Make mfdb/g3_data aggregation attributes more visible
MikkoVihtakari opened this issue · 3 comments
Copying the debate from a Teams chat here as it may be of an interest for @lentinj too. It started from us realising that missing data are handled as zeros in the model as long as they are within the aggregation bins. Also 0/0 appear to be handled as zeros. If this is how gadget has always been, and if changing this behaviour would break everything, we just need to learn to cope with it. Hence some suggestions for better visibility of the important aggregation information that are currently hidden in attributes()
[06:27] Vihtakari, Mikko
I have two improvement suggestions at least: 1) make g3data class which is a simple data frame but uses an explicit print method (print.g3data), which prints head() of the data frame together with summary information of central attributes. A bit like tibble printing combined with lm or other model printing.
[06:28] Vihtakari, Mikko
2) Add my data figures to gadgetplots and add the length attribute bins to those figures as background grid.
[06:28] Vihtakari, Mikko
With those two changes the attributes will be more visible for the user. One could also have tests for cases where data exceed the attribute limits, etc.
[06:31] Vihtakari, Mikko
I am fine with missing values being 0 if that's how gadget has always worked (although 0/0 is still confusing me), but I am not fine hiding all these important details in attributes instead of letting the user know about them very clearly.
[06:34] Vihtakari, Mikko
Also carrying over these data attributes to g3_fit object could be an idea. We could then add them to the plots to remind the user how they aggregated their data and to see inconsistencies in the aggregation.
Also, I am confused which aggregation parameters (in the attributes) assume zeros and which do not. Seems that it is fine to have missing years in the data even though aggregation parameters are defined for that year.
If this is how gadget has always been, and if changing this behaviour would break everything, we just need to learn to cope with it.
I'm pretty sure it is.

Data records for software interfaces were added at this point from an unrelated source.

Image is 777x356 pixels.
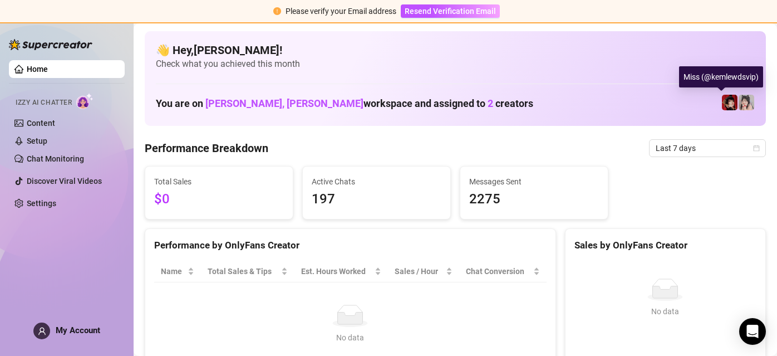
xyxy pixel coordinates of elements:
th: Total Sales & Tips [201,261,295,282]
div: Performance by OnlyFans Creator [154,238,547,253]
span: Total Sales & Tips [208,265,279,277]
a: Content [27,119,55,127]
span: calendar [753,145,760,151]
th: Name [154,261,201,282]
img: Ani [739,95,754,110]
span: Chat Conversion [466,265,531,277]
img: AI Chatter [76,93,94,109]
div: No data [165,331,536,344]
img: logo-BBDzfeDw.svg [9,39,92,50]
span: Total Sales [154,175,284,188]
a: Discover Viral Videos [27,176,102,185]
span: [PERSON_NAME], [PERSON_NAME] [205,97,364,109]
img: Miss [722,95,738,110]
span: Sales / Hour [395,265,444,277]
div: Please verify your Email address [286,5,396,17]
th: Chat Conversion [459,261,547,282]
a: Settings [27,199,56,208]
span: Check what you achieved this month [156,58,755,70]
h1: You are on workspace and assigned to creators [156,97,533,110]
span: Name [161,265,185,277]
h4: 👋 Hey, [PERSON_NAME] ! [156,42,755,58]
span: $0 [154,189,284,210]
th: Sales / Hour [388,261,459,282]
span: My Account [56,325,100,335]
div: Open Intercom Messenger [739,318,766,345]
span: Resend Verification Email [405,7,496,16]
span: 2 [488,97,493,109]
span: exclamation-circle [273,7,281,15]
span: Izzy AI Chatter [16,97,72,108]
h4: Performance Breakdown [145,140,268,156]
span: 197 [312,189,441,210]
span: Messages Sent [469,175,599,188]
span: 2275 [469,189,599,210]
div: Miss (@kemlewdsvip) [679,66,763,87]
div: Est. Hours Worked [301,265,373,277]
button: Resend Verification Email [401,4,500,18]
a: Setup [27,136,47,145]
span: user [38,327,46,335]
span: Last 7 days [656,140,759,156]
a: Chat Monitoring [27,154,84,163]
a: Home [27,65,48,73]
div: No data [579,305,752,317]
span: Active Chats [312,175,441,188]
div: Sales by OnlyFans Creator [575,238,757,253]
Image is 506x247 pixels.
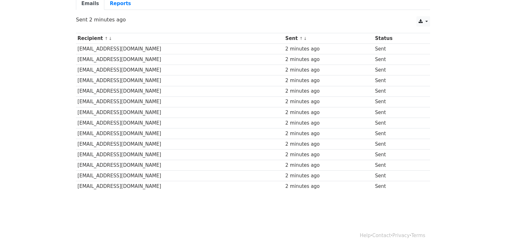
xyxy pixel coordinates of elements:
[285,161,372,169] div: 2 minutes ago
[285,56,372,63] div: 2 minutes ago
[360,232,371,238] a: Help
[374,54,423,65] td: Sent
[303,36,307,41] a: ↓
[374,33,423,44] th: Status
[76,33,284,44] th: Recipient
[299,36,303,41] a: ↑
[76,65,284,75] td: [EMAIL_ADDRESS][DOMAIN_NAME]
[374,75,423,86] td: Sent
[374,96,423,107] td: Sent
[474,216,506,247] iframe: Chat Widget
[285,109,372,116] div: 2 minutes ago
[76,181,284,191] td: [EMAIL_ADDRESS][DOMAIN_NAME]
[374,65,423,75] td: Sent
[108,36,112,41] a: ↓
[76,128,284,138] td: [EMAIL_ADDRESS][DOMAIN_NAME]
[392,232,410,238] a: Privacy
[285,66,372,74] div: 2 minutes ago
[374,44,423,54] td: Sent
[285,119,372,127] div: 2 minutes ago
[374,86,423,96] td: Sent
[285,98,372,105] div: 2 minutes ago
[76,149,284,160] td: [EMAIL_ADDRESS][DOMAIN_NAME]
[76,139,284,149] td: [EMAIL_ADDRESS][DOMAIN_NAME]
[285,140,372,148] div: 2 minutes ago
[76,16,430,23] p: Sent 2 minutes ago
[374,117,423,128] td: Sent
[76,86,284,96] td: [EMAIL_ADDRESS][DOMAIN_NAME]
[76,160,284,170] td: [EMAIL_ADDRESS][DOMAIN_NAME]
[76,170,284,181] td: [EMAIL_ADDRESS][DOMAIN_NAME]
[372,232,391,238] a: Contact
[285,87,372,95] div: 2 minutes ago
[374,149,423,160] td: Sent
[374,170,423,181] td: Sent
[285,77,372,84] div: 2 minutes ago
[374,160,423,170] td: Sent
[76,54,284,65] td: [EMAIL_ADDRESS][DOMAIN_NAME]
[474,216,506,247] div: 聊天小工具
[285,45,372,53] div: 2 minutes ago
[374,139,423,149] td: Sent
[285,151,372,158] div: 2 minutes ago
[76,96,284,107] td: [EMAIL_ADDRESS][DOMAIN_NAME]
[76,44,284,54] td: [EMAIL_ADDRESS][DOMAIN_NAME]
[105,36,108,41] a: ↑
[285,130,372,137] div: 2 minutes ago
[76,107,284,117] td: [EMAIL_ADDRESS][DOMAIN_NAME]
[374,128,423,138] td: Sent
[76,117,284,128] td: [EMAIL_ADDRESS][DOMAIN_NAME]
[76,75,284,86] td: [EMAIL_ADDRESS][DOMAIN_NAME]
[284,33,373,44] th: Sent
[411,232,425,238] a: Terms
[285,182,372,190] div: 2 minutes ago
[374,107,423,117] td: Sent
[285,172,372,179] div: 2 minutes ago
[374,181,423,191] td: Sent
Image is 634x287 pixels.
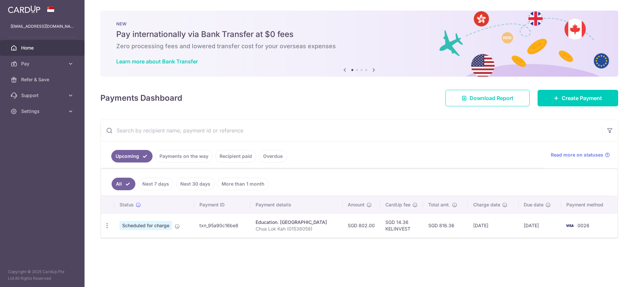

At very least it was how gadget2 worked in @bthe 's head :)
However, if the data is a more accurate reflection of the aggregation than the attributes are, is it worth just removing them and letting g3l_distribution figure it out from the data?
make g3data class which is a simple data frame but uses an explicit print method (print.g3data),
I'm up for this. The main reason these data.frames are class-less is because back in the day there was no gadget-related packages, only MFDB.
Also, I am confused which aggregation parameters (in the attributes) assume zeros and which do not. Seems that it is fine to have missing years in the data even though aggregation parameters are defined for that year.
Basically, yes. Gaps in year/step mean don't do any comparison, otherwise fall back to whatever ifmissing
is set to: https://gadget-framework.github.io/gadget3/reference/likelihood_distribution.html#obs-data-and-data-aggregation
Related to this conversation is #112, which adds parsing of factor levels generated by cut()
to achieve the same thing as the MFDB-style attributes, so the following produces groups gadget3 will understand:
# Generate a bunch of nonsense that doesn't fill the full length range
ldist.lln.raw <- data.frame(
year = c(1999, 2000),
age = sample(5:9, 100, replace = TRUE),
length = sample(10:70, 100, replace = TRUE),
number = 1,
stringsAsFactors = FALSE)
ldist.lln.raw |>
group_by(year = year, age = age, length = cut(length, breaks = seq(10, 100, by = 10), right = FALSE)) |>
summarise(number = sum(number))
Arguably it's just shunting the hidden attributes somewhere else, but it's shunting them somewhere tibble understands.